Uprooted from home base for almost five years (I was in the US for school, then work), I came back to everything new. Tony and I got married within the month, and took residence in Manila.
A totally different world! I had a new surname, a new home in a city, new neighbors, a new roommate, and new responsibilities.
My new husband envisioned me to be a full-time housewife, waiting for him to come home from work, with the house all tidied up, and the food warmed.
I was a miscast.
Seeing me so bored after two months, he suggested applying for a teaching job. So I sent out a dozen resumes to different schools. Not one replied.
On our 5th month, I was a certified kitchen fiasco.

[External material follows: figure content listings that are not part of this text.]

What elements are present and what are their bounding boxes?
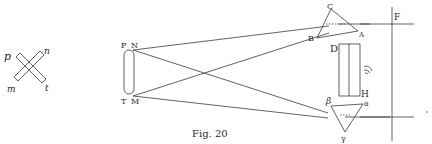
label-P: P bbox=[121, 41, 127, 50]
label-B: B bbox=[308, 34, 314, 43]
label-C: C bbox=[327, 2, 333, 11]
label-H: H bbox=[361, 89, 369, 99]
figure-20-diagram: p n m t P N T M C B A β α γ D H F Fig. 2… bbox=[0, 0, 432, 144]
label-n: n bbox=[44, 46, 50, 56]
crossed-rods bbox=[14, 51, 46, 83]
label-N: N bbox=[131, 41, 138, 50]
label-A: A bbox=[358, 31, 365, 39]
label-D: D bbox=[330, 43, 338, 54]
lower-prism bbox=[331, 104, 363, 132]
upper-prism bbox=[317, 9, 358, 38]
figure-caption: Fig. 20 bbox=[192, 128, 228, 139]
label-gamma: γ bbox=[341, 134, 346, 143]
diagram-svg: p n m t P N T M C B A β α γ D H F Fig. 2… bbox=[0, 0, 432, 144]
screen bbox=[339, 44, 360, 96]
eye-icon bbox=[364, 66, 372, 74]
label-alpha: α bbox=[364, 100, 369, 108]
label-beta: β bbox=[325, 96, 331, 106]
label-F: F bbox=[394, 12, 400, 22]
label-t: t bbox=[45, 83, 49, 93]
label-m: m bbox=[7, 84, 16, 94]
label-p: p bbox=[4, 50, 11, 63]
vertical-rod bbox=[124, 50, 134, 94]
label-M: M bbox=[131, 97, 139, 106]
light-rays bbox=[133, 26, 329, 118]
label-T: T bbox=[121, 97, 127, 106]
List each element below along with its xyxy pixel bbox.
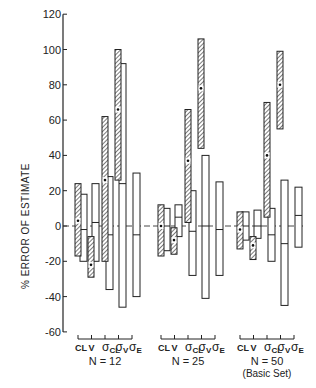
- x-group: CLVσCLσVσEN = 12: [75, 335, 142, 367]
- y-tick-label: 20: [49, 185, 61, 197]
- x-axis-groups: CLVσCLσVσEN = 12CLVσCLσVσEN = 25CLVσCLσV…: [75, 335, 304, 379]
- bar-group: [158, 39, 223, 298]
- hatched-range-bar: [185, 110, 191, 223]
- group-label: N = 12: [89, 355, 122, 367]
- y-tick-label: 40: [49, 149, 61, 161]
- mean-dot: [187, 159, 190, 162]
- mean-dot: [104, 179, 107, 182]
- mean-dot: [239, 228, 242, 231]
- group-label: N = 25: [172, 355, 205, 367]
- y-tick-label: 100: [43, 44, 61, 56]
- x-category-label: σV: [116, 340, 129, 355]
- y-axis: -60-40-20020406080100120: [43, 8, 67, 338]
- x-category-label: V: [172, 343, 178, 353]
- hatched-range-bar: [102, 117, 108, 262]
- mean-dot: [279, 84, 282, 87]
- y-tick-label: -40: [45, 291, 61, 303]
- x-category-label: σE: [212, 340, 225, 355]
- y-axis-label: % ERROR OF ESTIMATE: [20, 163, 31, 289]
- x-category-label: CL: [237, 343, 249, 353]
- mean-dot: [117, 108, 120, 111]
- hatched-range-bar: [158, 205, 164, 256]
- x-category-label: CL: [158, 343, 170, 353]
- y-tick-label: -20: [45, 255, 61, 267]
- bar-group: [237, 51, 302, 305]
- hatched-range-bar: [198, 39, 204, 148]
- hatched-range-bar: [115, 50, 121, 181]
- x-group: CLVσCLσVσEN = 25: [158, 335, 225, 367]
- hatched-range-bar: [264, 102, 270, 217]
- hatched-range-bar: [277, 51, 283, 129]
- open-range-bar: [216, 182, 223, 276]
- x-group: CLVσCLσVσEN = 50(Basic Set): [237, 335, 304, 379]
- mean-dot: [200, 87, 203, 90]
- x-category-label: CL: [75, 343, 87, 353]
- x-category-label: V: [251, 343, 257, 353]
- open-range-bar: [295, 187, 302, 247]
- mean-dot: [77, 219, 80, 222]
- x-category-label: σE: [129, 340, 142, 355]
- mean-dot: [173, 239, 176, 242]
- y-tick-label: 0: [55, 220, 61, 232]
- y-tick-label: 120: [43, 8, 61, 20]
- group-label: N = 50: [251, 355, 284, 367]
- hatched-range-bar: [88, 237, 94, 278]
- mean-dot: [266, 154, 269, 157]
- y-tick-label: -60: [45, 326, 61, 338]
- x-category-label: σE: [291, 340, 304, 355]
- mean-dot: [160, 225, 163, 228]
- x-category-label: V: [89, 343, 95, 353]
- x-category-label: σV: [278, 340, 291, 355]
- open-range-bar: [254, 210, 261, 238]
- y-tick-label: 60: [49, 114, 61, 126]
- mean-dot: [252, 244, 255, 247]
- bar-group: [75, 50, 140, 308]
- x-category-label: σV: [199, 340, 212, 355]
- y-tick-label: 80: [49, 79, 61, 91]
- range-bars: [75, 39, 302, 307]
- error-range-chart: -60-40-20020406080100120 % ERROR OF ESTI…: [0, 0, 316, 388]
- open-range-bar: [281, 180, 288, 305]
- group-sublabel: (Basic Set): [243, 368, 292, 379]
- mean-dot: [90, 264, 93, 267]
- open-range-bar: [202, 155, 209, 298]
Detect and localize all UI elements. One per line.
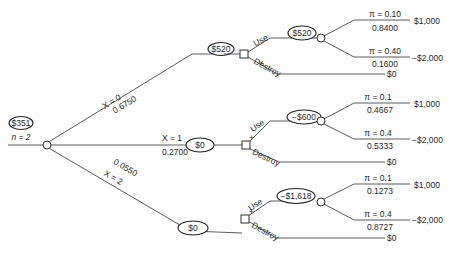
x0-destroy-payoff: $0 — [387, 69, 397, 79]
x2-out2-pi: π = 0.4 — [364, 209, 392, 219]
x1-chance-node — [317, 117, 325, 125]
x0-out2-payoff: −$2,000 — [412, 53, 443, 63]
x1-value: $0 — [195, 140, 205, 150]
x0-out1-prob: 0.8400 — [372, 23, 398, 33]
x1-out2-prob: 0.5333 — [367, 141, 393, 151]
root-sample-label: n = 2 — [11, 132, 30, 142]
x0-destroy-label: Destroy — [252, 56, 283, 79]
x1-destroy-payoff: $0 — [387, 157, 397, 167]
x0-out1-payoff: $1,000 — [414, 16, 440, 26]
x2-out2-prob: 0.8727 — [367, 222, 393, 232]
x2-destroy-payoff: $0 — [387, 233, 397, 243]
root-value: $351 — [12, 118, 31, 128]
x2-out1-line — [324, 184, 354, 199]
x2-use-hash-icon: + — [249, 207, 254, 217]
x2-decision-node — [241, 215, 249, 223]
x2-out1-pi: π = 0.1 — [364, 173, 392, 183]
x0-out1-line — [324, 20, 354, 36]
x1-out2-line — [324, 124, 354, 139]
branch-x1-label: X = 1 — [162, 133, 182, 143]
x1-out2-payoff: −$2,000 — [412, 135, 443, 145]
x0-use-value: $520 — [293, 28, 312, 38]
x1-use-hash-icon: + — [249, 133, 254, 143]
x2-use-value: −$1,618 — [281, 191, 312, 201]
x0-out2-line — [324, 41, 354, 57]
x2-chance-node — [317, 198, 325, 206]
x0-chance-node — [317, 34, 325, 42]
x1-out1-pi: π = 0.1 — [364, 92, 392, 102]
x1-use-value: −$600 — [292, 112, 316, 122]
x0-value: $520 — [212, 44, 231, 54]
x2-out1-payoff: $1,000 — [414, 180, 440, 190]
x1-out1-prob: 0.4667 — [367, 105, 393, 115]
x1-out1-line — [324, 103, 354, 119]
x0-out2-pi: π = 0.40 — [369, 46, 401, 56]
x1-use-label: Use — [248, 117, 266, 134]
x1-out1-payoff: $1,000 — [414, 99, 440, 109]
x0-decision-node — [240, 50, 248, 58]
x2-value: $0 — [188, 223, 198, 233]
root-chance-node — [43, 141, 51, 149]
x0-use-label: Use — [252, 32, 270, 48]
x0-out1-pi: π = 0.10 — [369, 9, 401, 19]
x1-out2-pi: π = 0.4 — [364, 128, 392, 138]
x0-out2-prob: 0.1600 — [372, 59, 398, 69]
x1-destroy-label: Destroy — [251, 147, 282, 169]
x2-out1-prob: 0.1273 — [367, 186, 393, 196]
x2-out2-line — [324, 204, 354, 220]
branch-x1-prob: 0.2700 — [162, 147, 188, 157]
x2-destroy-label: Destroy — [250, 220, 281, 243]
decision-tree-diagram: $351 n = 2 X = 0 0.6750 X = 1 0.2700 0.0… — [0, 0, 453, 261]
x2-out2-payoff: −$2,000 — [412, 215, 443, 225]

Housework refrigerated my brain.
So then he had this brilliant idea, "You love to write, right?"
"Write!"
He said he’d recommend me to Lyle Little, the American CEO of then the largest ad agency in the world. Grace, I said silently.
Lyle made me go through a battery of tests, after which I was hired. More grace.
I had no idea what the job entailed, except that it had something to do with writing.
On my first day, my boss asked me to write a five-minute story about a fertilizer. After poring over piles of references, I had a story.
"Excellent!” my boss said. “Now, prune it down to two minutes without losing your creativity and the information.”
"You're kidding me!" I laughed.
"Nope, that's copy writing," he grinned.
After another hour, I had my magnum opus. Why, I actually enjoyed the exercise!
"Excellent!" my boss said it again. "Now, chop it down further into a 30-second radio commercial."
"Thirty seconds?!" I screeched, thinking it was mission impossible. But I was excited to try it.
"Excellent!" he said for the third time.
On day one, I got my job description down pat.
Albert Einstein was right when he said, "If you can't explain it simply, you don't understand it well enough."
That, in essence, was my first lesson in advertising.
Then, after leaving advertising, that was my first rule in writing books about grace.